On Capitol Hill, the Hart Senate Office Building was to remain closed Monday, but other Senate offices were to be open. On the House side, the Ford and Longworth office buildings were closed thorough the weekend. Whether they would reopen Monday was unclear.

The Hart building houses the office of Senate Majority Leader Tom Daschle, who received a letter containing a highly potent form of anthrax three weeks ago. Since then, two postal employees from a Washington facility that processed the letter have died.

Deborah Willhite, a Postal Service senior vice president, said the agency was working with the Defense Department on obtaining technology that would allow it to detect bacteria in the mail. It already has signed a $40 million contract to buy machines that can sanitize mail.

Tom Skinner, a spokesman for the Centers for Disease Control and Prevention, stressed that the New Jersey case was not a new instance of the disease, but one that had been listed as suspected anthrax. Lab tests confirmed the diagnosis Sunday, he said.

A second New Jersey worker, classified as a "suspected case" of inhalation anthrax based on preliminary tests, was released over the weekend from the hospital after her medical condition improved. Two other postal workers at the Hamilton, N.J., center where anthrax-tainted mail was handled, and a letter carrier in Ewing, N.J., are being treated for confirmed or suspected cases of skin anthrax.
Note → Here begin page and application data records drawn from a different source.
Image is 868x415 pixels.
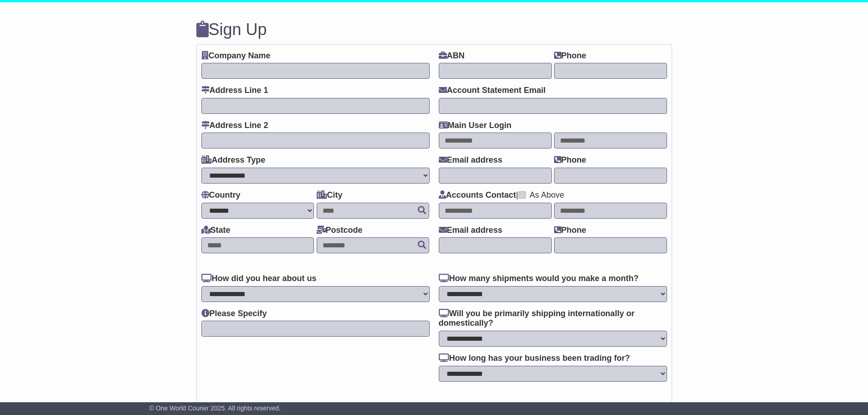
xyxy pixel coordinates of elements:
[202,225,230,236] label: State
[439,86,546,96] label: Account Statement Email
[554,225,587,236] label: Phone
[202,274,317,284] label: How did you hear about us
[530,190,564,200] label: As Above
[317,225,363,236] label: Postcode
[149,405,281,412] span: © One World Courier 2025. All rights reserved.
[202,190,241,200] label: Country
[439,51,465,61] label: ABN
[202,155,266,165] label: Address Type
[554,51,587,61] label: Phone
[439,155,503,165] label: Email address
[439,190,667,203] div: |
[554,155,587,165] label: Phone
[439,225,503,236] label: Email address
[439,121,512,131] label: Main User Login
[202,86,269,96] label: Address Line 1
[439,274,639,284] label: How many shipments would you make a month?
[197,20,672,39] h3: Sign Up
[202,121,269,131] label: Address Line 2
[202,309,267,319] label: Please Specify
[202,51,271,61] label: Company Name
[439,309,667,329] label: Will you be primarily shipping internationally or domestically?
[439,190,516,200] label: Accounts Contact
[439,354,630,364] label: How long has your business been trading for?
[317,190,343,200] label: City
In Washington, White House chief of staff Andrew Card said officials must remain vigilant.

"There may be other letters that are stuck in the system," Card said on "Fox News Sunday." "We're asking people to be very careful."

Deputy Postmaster General John M. Nolan told CBS' "Face the Nation" that there are many suppositions among investigators about more letters, "but I don't have any way of knowing."

To disseminate the growing volume of information on anthrax, homeland security chief Tom Ridge will begin briefing reporters at least three times a week, and more likely every day, administration officials said.

More than 10,000 people who may have been exposed to the bacteria have been urged to begin taking antibiotics as a precaution.